Karl Castleton, head of Team Grit, the all-volunteer DARPA Robotics Challenge (DRC) contender out of Grand Junction, Colorado, sent me this photo of the team’s robot, Cog-Burn.

The DRC Finals is going down this June 5-6 at Fairplex in Pomona, California. It’s the most ambitious robotics competition in the world, and as the competition’s website puts it, “Twenty-five of the top robotics organizations in the world will gather to compete for $3.5 million in prizes as they attempt a simulated disaster-response course.”

Getting to go toe to robotic toe with the likes of Carnegie Mellon University, MIT, Lockheed Martin, and other heavy hitters in the world of robotics is a major score for Team Grit, but it’s not unusual for them. They competed as Team Mojavaton not just in the DRC Trials in Florida in 2013, but also in all three of DARPA’s robotic car races in the 2000s.

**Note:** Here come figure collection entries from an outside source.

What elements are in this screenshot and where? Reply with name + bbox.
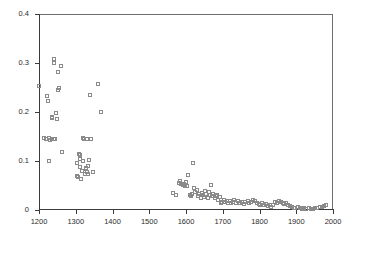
data-point [79, 177, 83, 181]
x-axis-tick-label: 1700 [203, 218, 243, 226]
y-axis-tick-label: 0.3 [0, 59, 29, 67]
x-axis-tick [186, 210, 187, 214]
y-axis-tick [35, 14, 39, 15]
data-point [45, 94, 49, 98]
x-axis-tick [113, 210, 114, 214]
x-axis-tick [260, 210, 261, 214]
x-axis-tick [39, 210, 40, 214]
scatter-chart-figure: 00.10.20.30.4 12001300140015001600170018… [0, 0, 365, 255]
data-point [37, 84, 41, 88]
data-point [185, 184, 189, 188]
data-point [52, 61, 56, 65]
data-point [60, 150, 64, 154]
data-point [81, 159, 85, 163]
x-axis-tick [223, 210, 224, 214]
data-point [87, 158, 91, 162]
y-axis-line [39, 14, 40, 211]
x-axis-tick-label: 1500 [129, 218, 169, 226]
y-axis-tick [35, 161, 39, 162]
data-point [89, 137, 93, 141]
data-point [54, 111, 58, 115]
data-point [88, 93, 92, 97]
data-point [57, 86, 61, 90]
y-axis-tick-label: 0.2 [0, 108, 29, 116]
data-point [91, 170, 95, 174]
data-point [46, 99, 50, 103]
x-axis-tick-label: 1800 [240, 218, 280, 226]
data-point [324, 203, 328, 207]
x-axis-tick-label: 2000 [313, 218, 353, 226]
x-axis-tick [76, 210, 77, 214]
y-axis-tick-label: 0.1 [0, 157, 29, 165]
x-axis-tick-label: 1200 [19, 218, 59, 226]
x-axis-tick [296, 210, 297, 214]
data-point [56, 70, 60, 74]
data-point [59, 64, 63, 68]
y-axis-tick-label: 0 [0, 206, 29, 214]
data-point [174, 193, 178, 197]
y-axis-tick [35, 112, 39, 113]
plot-frame-right [332, 14, 333, 210]
x-axis-tick-label: 1300 [56, 218, 96, 226]
data-point [50, 116, 54, 120]
data-point [86, 164, 90, 168]
x-axis-tick [149, 210, 150, 214]
data-point [53, 137, 57, 141]
x-axis-tick-label: 1400 [93, 218, 133, 226]
data-point [96, 82, 100, 86]
data-point [209, 183, 213, 187]
x-axis-tick-label: 1600 [166, 218, 206, 226]
data-point [186, 173, 190, 177]
plot-frame-top [39, 14, 333, 15]
plot-area [39, 14, 333, 210]
y-axis-tick-label: 0.4 [0, 10, 29, 18]
x-axis-tick [333, 210, 334, 214]
data-point [99, 110, 103, 114]
x-axis-tick-label: 1900 [276, 218, 316, 226]
data-point [55, 117, 59, 121]
data-point [47, 159, 51, 163]
data-point [191, 161, 195, 165]
y-axis-tick [35, 63, 39, 64]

How are they pulling this off? Castleton tells me:

3D printing was a big part of our previous robot, and it’s a big part of our process this time. We are 3D printing a new kind of gearbox. This one is called a hypocycloid gear box, and it gives us about a hundred-to-one reduction in about three-quarters of an inch to an inch of plastic. We didn’t think of it. We found the design on Thingiverse and we’re tuning it for our purpose. We plan to take advantage of the open source communities a lot.

A win for Cog-Burn and Team Grit will be victory for DIYers and makers everywhere.